HMS Fervent (1895)

[1] HMS Fervent was one of two "twenty-seven knotter" torpedo boat destroyers ordered from the Scottish shipyard Hanna, Donald & Wilson on 7 November 1893 as part of the Royal Navy's 1893–1894 construction programme.

[2][a] The Admiralty laid down broad requirements for the destroyers, including a speed of 27 knots (50 km/h; 31 mph) on sea trials, a "turtleback" forecastle and armament, which was to vary depending on whether the ship was to be used in the torpedo boat or gunboat role.

[14] The fire-tube locomotive boilers chosen by Hanna, Donald & Wilson were prone to leaks in their copper water-jacketed fireboxes,[15] and the two ships were unable to reach the required speed.

[19] Lieutenant Cecil Halsted France-Hayhurst was appointed in command in March 1902,[20] but the ship was temporarily paid off at Portsmouth the following month to be strengthened,[21] after she and her sister suffered hull damage below the waterline while being driven into a head sea in heavy weather in the English Channel.

[22] With France-Hayhurst transferred to attend a signal course,[21] Lieutenant Walter Reginald Glynn Petre was appointed in command of Fervent on 21 June 1902,[23] when she joined the Portsmouth instructional flotilla.

[25] On the way to the Court Martial, Fervent ran into a mooring buoy in Sheerness harbour, damaging her stem so that she had to go into dry dock for repair.

[28][29][30] By February 1913, Fervent was not part of an active flotilla, but was attached as a tender to the torpedo school at Chatham, with a nucleus crew,[31] although she was in full commission by May 1913.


Each line of the material that mentions the word "scene" is to be copied.
○ ○ ○
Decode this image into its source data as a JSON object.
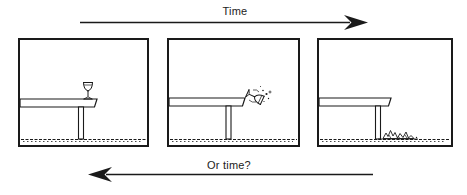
{
  "figure": {
    "top_arrow": {
      "label": "Time",
      "direction": "right"
    },
    "bottom_arrow": {
      "label": "Or time?",
      "direction": "left"
    },
    "panels": [
      {
        "scene": "wine-glass-standing-on-table-edge"
      },
      {
        "scene": "wine-glass-falling-off-table"
      },
      {
        "scene": "wine-glass-shattered-on-floor"
      }
    ],
    "colors": {
      "ink": "#1a1a1a",
      "background": "#ffffff"
    }
  }
}
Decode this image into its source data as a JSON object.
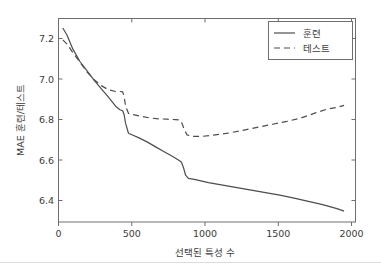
{
  "chart_data": {
    "type": "line",
    "title": "",
    "xlabel": "선택된 특성 수",
    "ylabel": "MAE 훈련/테스트",
    "xlim": [
      0,
      2080
    ],
    "ylim": [
      6.31,
      7.28
    ],
    "grid": false,
    "legend_position": "top-right",
    "xticks": [
      0,
      500,
      1000,
      1500,
      2000
    ],
    "xticklabels": [
      "0",
      "500",
      "1000",
      "1500",
      "2000"
    ],
    "yticks": [
      6.4,
      6.6,
      6.8,
      7.0,
      7.2
    ],
    "yticklabels": [
      "6.4",
      "6.6",
      "6.8",
      "7.0",
      "7.2"
    ],
    "series": [
      {
        "name": "훈련",
        "style": "solid",
        "color": "#4d4d4d",
        "x": [
          30,
          60,
          100,
          150,
          200,
          250,
          300,
          350,
          400,
          430,
          450,
          460,
          470,
          490,
          510,
          560,
          620,
          680,
          740,
          800,
          840,
          860,
          875,
          890,
          910,
          960,
          1050,
          1150,
          1250,
          1350,
          1450,
          1550,
          1650,
          1750,
          1850,
          1950,
          2000
        ],
        "values": [
          7.235,
          7.2,
          7.135,
          7.075,
          7.03,
          6.985,
          6.945,
          6.905,
          6.862,
          6.845,
          6.84,
          6.82,
          6.78,
          6.733,
          6.727,
          6.712,
          6.692,
          6.668,
          6.645,
          6.622,
          6.606,
          6.596,
          6.57,
          6.533,
          6.518,
          6.512,
          6.498,
          6.486,
          6.474,
          6.462,
          6.45,
          6.438,
          6.424,
          6.408,
          6.393,
          6.374,
          6.362
        ]
      },
      {
        "name": "테스트",
        "style": "dashed",
        "color": "#4d4d4d",
        "x": [
          30,
          60,
          100,
          150,
          200,
          250,
          300,
          350,
          400,
          430,
          450,
          460,
          470,
          490,
          520,
          570,
          640,
          700,
          760,
          820,
          850,
          865,
          880,
          900,
          940,
          1000,
          1060,
          1130,
          1200,
          1300,
          1400,
          1500,
          1600,
          1700,
          1800,
          1880,
          1950,
          2000
        ],
        "values": [
          7.178,
          7.158,
          7.118,
          7.072,
          7.025,
          6.988,
          6.96,
          6.94,
          6.932,
          6.932,
          6.93,
          6.905,
          6.862,
          6.828,
          6.822,
          6.815,
          6.806,
          6.802,
          6.8,
          6.798,
          6.796,
          6.78,
          6.752,
          6.725,
          6.718,
          6.718,
          6.722,
          6.728,
          6.735,
          6.748,
          6.762,
          6.776,
          6.79,
          6.806,
          6.83,
          6.848,
          6.856,
          6.866
        ]
      }
    ]
  },
  "legend": {
    "entries": [
      {
        "label": "훈련",
        "style": "solid"
      },
      {
        "label": "테스트",
        "style": "dashed"
      }
    ]
  },
  "figure": {
    "background_color": "#ffffff",
    "axis_color": "#6e6e6e",
    "line_color": "#4d4d4d",
    "text_color": "#3b3b3b",
    "divider_color": "#dcdcdc"
  }
}
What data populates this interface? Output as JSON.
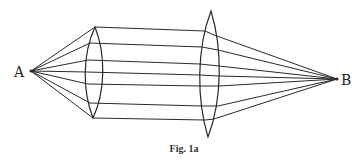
{
  "figure": {
    "caption": "Fig. 1a",
    "point_a": {
      "label": "A",
      "x": 31,
      "y": 71
    },
    "point_b": {
      "label": "B",
      "x": 337,
      "y": 79
    },
    "line_color": "#2a2a2a",
    "lenses": [
      {
        "name": "left-lens",
        "top": [
          95,
          27
        ],
        "bottom": [
          93,
          118
        ],
        "bulge": 9
      },
      {
        "name": "right-lens",
        "top": [
          211,
          11
        ],
        "bottom": [
          208,
          137
        ],
        "bulge": 10
      }
    ],
    "rays": {
      "count": 7,
      "at_left_lens": [
        [
          95,
          27
        ],
        [
          90,
          43
        ],
        [
          88,
          60
        ],
        [
          87,
          72
        ],
        [
          88,
          84
        ],
        [
          90,
          103
        ],
        [
          93,
          118
        ]
      ],
      "at_right_lens_in": [
        [
          205,
          31
        ],
        [
          202,
          47
        ],
        [
          200,
          64
        ],
        [
          200,
          75
        ],
        [
          200,
          86
        ],
        [
          202,
          106
        ],
        [
          205,
          120
        ]
      ],
      "at_right_lens_out": [
        [
          214,
          35
        ],
        [
          218,
          50
        ],
        [
          219,
          66
        ],
        [
          219,
          76
        ],
        [
          219,
          86
        ],
        [
          218,
          106
        ],
        [
          214,
          119
        ]
      ]
    }
  }
}
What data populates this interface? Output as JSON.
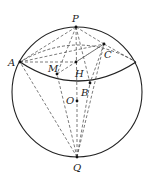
{
  "diagram": {
    "type": "sphere-geometry",
    "colors": {
      "line": "#222222",
      "background": "#ffffff"
    },
    "sphere": {
      "center_label": "O"
    },
    "points": {
      "P": "P",
      "Q": "Q",
      "A": "A",
      "B": "B",
      "C": "C",
      "M": "M",
      "H": "H",
      "O": "O"
    }
  }
}
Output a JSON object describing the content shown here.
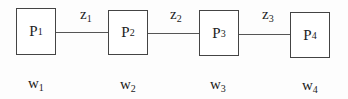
{
  "nodes": [
    {
      "id": "P",
      "sub": "1",
      "x": 16,
      "y": 8,
      "w": 40,
      "h": 47
    },
    {
      "id": "P",
      "sub": "2",
      "x": 108,
      "y": 10,
      "w": 40,
      "h": 45
    },
    {
      "id": "P",
      "sub": "3",
      "x": 199,
      "y": 10,
      "w": 40,
      "h": 46
    },
    {
      "id": "P",
      "sub": "4",
      "x": 290,
      "y": 12,
      "w": 40,
      "h": 46
    }
  ],
  "edges": [
    {
      "id": "z",
      "sub": "1",
      "x1": 56,
      "x2": 108,
      "y": 32,
      "lx": 80,
      "ly": 6
    },
    {
      "id": "z",
      "sub": "2",
      "x1": 148,
      "x2": 199,
      "y": 33,
      "lx": 170,
      "ly": 6
    },
    {
      "id": "z",
      "sub": "3",
      "x1": 239,
      "x2": 290,
      "y": 34,
      "lx": 262,
      "ly": 6
    }
  ],
  "weights": [
    {
      "id": "w",
      "sub": "1",
      "x": 28,
      "y": 75
    },
    {
      "id": "w",
      "sub": "2",
      "x": 120,
      "y": 76
    },
    {
      "id": "w",
      "sub": "3",
      "x": 210,
      "y": 76
    },
    {
      "id": "w",
      "sub": "4",
      "x": 302,
      "y": 77
    }
  ]
}
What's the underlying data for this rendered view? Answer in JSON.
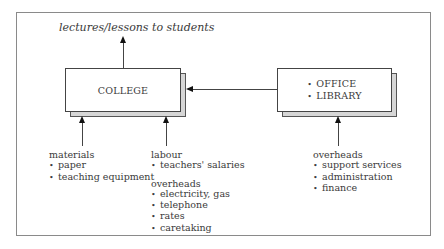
{
  "diagram": {
    "output_label": "lectures/lessons to students",
    "college_box": {
      "label": "COLLEGE"
    },
    "office_box": {
      "items": [
        "OFFICE",
        "LIBRARY"
      ]
    },
    "inputs": {
      "materials": {
        "heading": "materials",
        "items": [
          "paper",
          "teaching equipment"
        ]
      },
      "labour": {
        "heading": "labour",
        "items": [
          "teachers' salaries"
        ]
      },
      "college_overheads": {
        "heading": "overheads",
        "items": [
          "electricity, gas",
          "telephone",
          "rates",
          "caretaking"
        ]
      },
      "office_overheads": {
        "heading": "overheads",
        "items": [
          "support services",
          "administration",
          "finance"
        ]
      }
    },
    "edges": [
      {
        "from": "COLLEGE",
        "to": "lectures/lessons to students"
      },
      {
        "from": "OFFICE/LIBRARY",
        "to": "COLLEGE"
      },
      {
        "from": "materials",
        "to": "COLLEGE"
      },
      {
        "from": "labour/overheads",
        "to": "COLLEGE"
      },
      {
        "from": "overheads",
        "to": "OFFICE/LIBRARY"
      }
    ]
  }
}
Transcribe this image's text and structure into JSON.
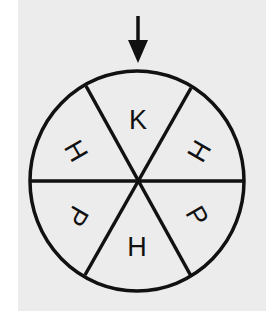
{
  "diagram": {
    "type": "spinner",
    "colors": {
      "background": "#ececec",
      "margin": "#ffffff",
      "stroke": "#111111"
    },
    "pointer": {
      "direction": "down",
      "points_to_sector": 0
    },
    "sectors": [
      {
        "position": "top",
        "label": "K"
      },
      {
        "position": "upper-right",
        "label": "H"
      },
      {
        "position": "lower-right",
        "label": "P"
      },
      {
        "position": "bottom",
        "label": "H"
      },
      {
        "position": "lower-left",
        "label": "P"
      },
      {
        "position": "upper-left",
        "label": "H"
      }
    ]
  }
}
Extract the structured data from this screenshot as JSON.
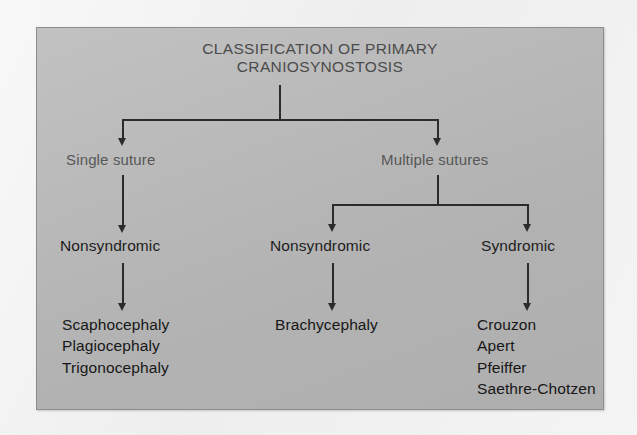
{
  "diagram": {
    "title_line1": "CLASSIFICATION OF PRIMARY",
    "title_line2": "CRANIOSYNOSTOSIS",
    "level2": {
      "left": "Single suture",
      "right": "Multiple sutures"
    },
    "level3": {
      "left": "Nonsyndromic",
      "middle": "Nonsyndromic",
      "right": "Syndromic"
    },
    "leaves": {
      "left": {
        "item1": "Scaphocephaly",
        "item2": "Plagiocephaly",
        "item3": "Trigonocephaly"
      },
      "middle": {
        "item1": "Brachycephaly"
      },
      "right": {
        "item1": "Crouzon",
        "item2": "Apert",
        "item3": "Pfeiffer",
        "item4": "Saethre-Chotzen"
      }
    }
  },
  "colors": {
    "panel_background": "#b9b9b9",
    "panel_border": "#8d8d8d",
    "page_background": "#f0f0f0",
    "title_text": "#4b4b4b",
    "level2_text": "#575757",
    "node_text": "#1d1d1d",
    "connector": "#2b2b2b"
  }
}
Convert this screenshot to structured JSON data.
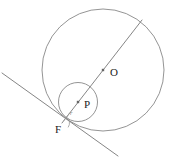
{
  "figure": {
    "background_color": "#ffffff",
    "stroke_color": "#888888",
    "label_color": "#222222",
    "width": 172,
    "height": 163,
    "points": [
      {
        "id": "O",
        "label": "O",
        "role": "center-large-circle",
        "x": 103,
        "y": 70,
        "label_x": 110,
        "label_y": 76
      },
      {
        "id": "P",
        "label": "P",
        "role": "center-small-circle",
        "x": 78,
        "y": 102,
        "label_x": 84,
        "label_y": 108
      },
      {
        "id": "F",
        "label": "F",
        "role": "tangency-point",
        "x": 62,
        "y": 123,
        "label_x": 55,
        "label_y": 133
      }
    ],
    "circles": [
      {
        "id": "large-circle",
        "name": "circle-O",
        "center_x": 103,
        "center_y": 70,
        "radius": 61
      },
      {
        "id": "small-circle",
        "name": "circle-P",
        "center_x": 78,
        "center_y": 102,
        "radius": 19.5
      }
    ],
    "lines": [
      {
        "id": "diameter-line",
        "name": "line-F-P-O-extended",
        "x1": 62,
        "y1": 123,
        "x2": 142,
        "y2": 20
      },
      {
        "id": "tangent-line",
        "name": "common-tangent-at-F",
        "x1": 2,
        "y1": 73,
        "x2": 118,
        "y2": 156
      }
    ],
    "annotations": [
      {
        "id": "radius-label",
        "label": "r",
        "role": "radius-of-small-circle",
        "x": 70,
        "y": 115
      },
      {
        "id": "right-angle-mark",
        "role": "angle-marker-at-F",
        "x": 62,
        "y": 123
      }
    ]
  }
}
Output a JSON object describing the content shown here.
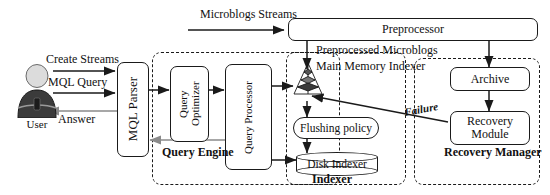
{
  "diagram": {
    "actor": {
      "name": "user-actor",
      "label": "User"
    },
    "edge_labels": {
      "create_streams": "Create Streams",
      "mql_query": "MQL Query",
      "answer": "Answer",
      "microblogs_streams": "Microblogs Streams",
      "preprocessed_microblogs": "Preprocessed Microblogs",
      "failure": "Failure"
    },
    "nodes": {
      "mql_parser": "MQL Parser",
      "query_optimizer": "Query Optimizer",
      "query_processor": "Query Processor",
      "preprocessor": "Preprocessor",
      "main_memory_indexer": "Main Memory Indexer",
      "flushing_policy": "Flushing policy",
      "disk_indexer": "Disk Indexer",
      "archive": "Archive",
      "recovery_module": "Recovery Module"
    },
    "groups": {
      "query_engine": "Query Engine",
      "indexer": "Indexer",
      "recovery_manager": "Recovery Manager"
    },
    "icons": {
      "user": "person-icon",
      "pyramid": "pyramid-index-icon",
      "disk": "database-cylinder-icon"
    },
    "colors": {
      "stroke": "#1a1a1a",
      "fill": "#ffffff",
      "answer_arrow": "#8a8a8a",
      "user_body": "#3b3b3b",
      "user_head": "#d8d8d8"
    }
  }
}
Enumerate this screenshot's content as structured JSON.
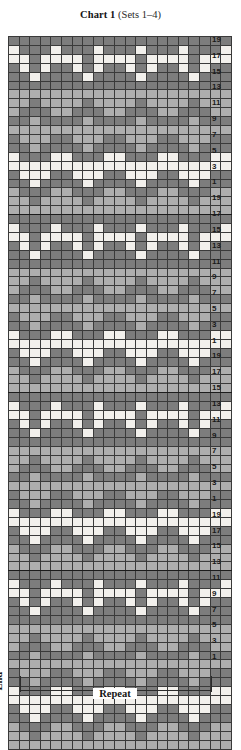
{
  "title": {
    "main": "Chart 1",
    "sub": "(Sets 1–4)"
  },
  "legend": {
    "end_label": "End",
    "repeat_label": "Repeat"
  },
  "colors": {
    "light": "#f2f0ec",
    "medium": "#aeaeae",
    "dark": "#7d7d7d",
    "grid_line": "#3a3a3a",
    "border": "#2b2b2b",
    "text": "#141414"
  },
  "chart_data": {
    "type": "heatmap",
    "title": "Chart 1 (Sets 1–4)",
    "xlabel": "",
    "ylabel": "",
    "columns": 21,
    "rows": 80,
    "sets": 4,
    "rows_per_set": 20,
    "stitch_repeat": 6,
    "palette": [
      "#f2f0ec",
      "#aeaeae",
      "#7d7d7d"
    ],
    "palette_names": [
      "light",
      "medium",
      "dark"
    ],
    "row_number_labels": [
      19,
      17,
      15,
      13,
      11,
      9,
      7,
      5,
      3,
      1
    ],
    "grid": "on",
    "legend_position": "bottom",
    "annotations": [
      "End",
      "Repeat"
    ],
    "set_pattern": [
      [
        2,
        2,
        2,
        2,
        2,
        2,
        2,
        2,
        2,
        2,
        2,
        2,
        2,
        2,
        2,
        2,
        2,
        2,
        2,
        2,
        2
      ],
      [
        0,
        2,
        2,
        2,
        0,
        2,
        2,
        2,
        0,
        2,
        2,
        2,
        0,
        2,
        2,
        2,
        0,
        2,
        2,
        2,
        0
      ],
      [
        0,
        0,
        2,
        0,
        0,
        0,
        0,
        2,
        0,
        0,
        0,
        0,
        2,
        0,
        0,
        0,
        0,
        2,
        0,
        0,
        0
      ],
      [
        2,
        0,
        2,
        0,
        2,
        2,
        0,
        2,
        0,
        2,
        2,
        0,
        2,
        0,
        2,
        2,
        0,
        2,
        0,
        2,
        2
      ],
      [
        2,
        2,
        0,
        2,
        2,
        2,
        2,
        0,
        2,
        2,
        2,
        2,
        0,
        2,
        2,
        2,
        2,
        0,
        2,
        2,
        2
      ],
      [
        2,
        2,
        2,
        2,
        2,
        2,
        2,
        2,
        2,
        2,
        2,
        2,
        2,
        2,
        2,
        2,
        2,
        2,
        2,
        2,
        2
      ],
      [
        1,
        1,
        1,
        1,
        1,
        1,
        1,
        1,
        1,
        1,
        1,
        1,
        1,
        1,
        1,
        1,
        1,
        1,
        1,
        1,
        1
      ],
      [
        1,
        1,
        2,
        1,
        1,
        1,
        1,
        2,
        1,
        1,
        1,
        1,
        2,
        1,
        1,
        1,
        1,
        2,
        1,
        1,
        1
      ],
      [
        1,
        2,
        2,
        2,
        1,
        1,
        2,
        2,
        2,
        1,
        1,
        2,
        2,
        2,
        1,
        1,
        2,
        2,
        2,
        1,
        1
      ],
      [
        2,
        2,
        1,
        2,
        2,
        2,
        2,
        1,
        2,
        2,
        2,
        2,
        1,
        2,
        2,
        2,
        2,
        1,
        2,
        2,
        2
      ],
      [
        1,
        1,
        1,
        1,
        1,
        1,
        1,
        1,
        1,
        1,
        1,
        1,
        1,
        1,
        1,
        1,
        1,
        1,
        1,
        1,
        1
      ],
      [
        2,
        1,
        1,
        1,
        2,
        2,
        1,
        1,
        1,
        2,
        2,
        1,
        1,
        1,
        2,
        2,
        1,
        1,
        1,
        2,
        2
      ],
      [
        2,
        2,
        1,
        2,
        2,
        2,
        2,
        1,
        2,
        2,
        2,
        2,
        1,
        2,
        2,
        2,
        2,
        1,
        2,
        2,
        2
      ],
      [
        0,
        2,
        2,
        2,
        0,
        0,
        2,
        2,
        2,
        0,
        0,
        2,
        2,
        2,
        0,
        0,
        2,
        2,
        2,
        0,
        0
      ],
      [
        0,
        0,
        0,
        0,
        0,
        0,
        0,
        0,
        0,
        0,
        0,
        0,
        0,
        0,
        0,
        0,
        0,
        0,
        0,
        0,
        0
      ],
      [
        2,
        0,
        0,
        0,
        2,
        2,
        0,
        0,
        0,
        2,
        2,
        0,
        0,
        0,
        2,
        2,
        0,
        0,
        0,
        2,
        2
      ],
      [
        2,
        2,
        0,
        2,
        2,
        2,
        2,
        0,
        2,
        2,
        2,
        2,
        0,
        2,
        2,
        2,
        2,
        0,
        2,
        2,
        2
      ],
      [
        1,
        2,
        2,
        2,
        1,
        1,
        2,
        2,
        2,
        1,
        1,
        2,
        2,
        2,
        1,
        1,
        2,
        2,
        2,
        1,
        1
      ],
      [
        1,
        1,
        2,
        1,
        1,
        1,
        1,
        2,
        1,
        1,
        1,
        1,
        2,
        1,
        1,
        1,
        1,
        2,
        1,
        1,
        1
      ],
      [
        1,
        1,
        1,
        1,
        1,
        1,
        1,
        1,
        1,
        1,
        1,
        1,
        1,
        1,
        1,
        1,
        1,
        1,
        1,
        1,
        1
      ]
    ]
  }
}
○ ○ ○
* [Problem solution]
        "scene": "wine-glass-standing-on-table-edge"
        "scene": "wine-glass-falling-off-table"
        "scene": "wine-glass-shattered-on-floor"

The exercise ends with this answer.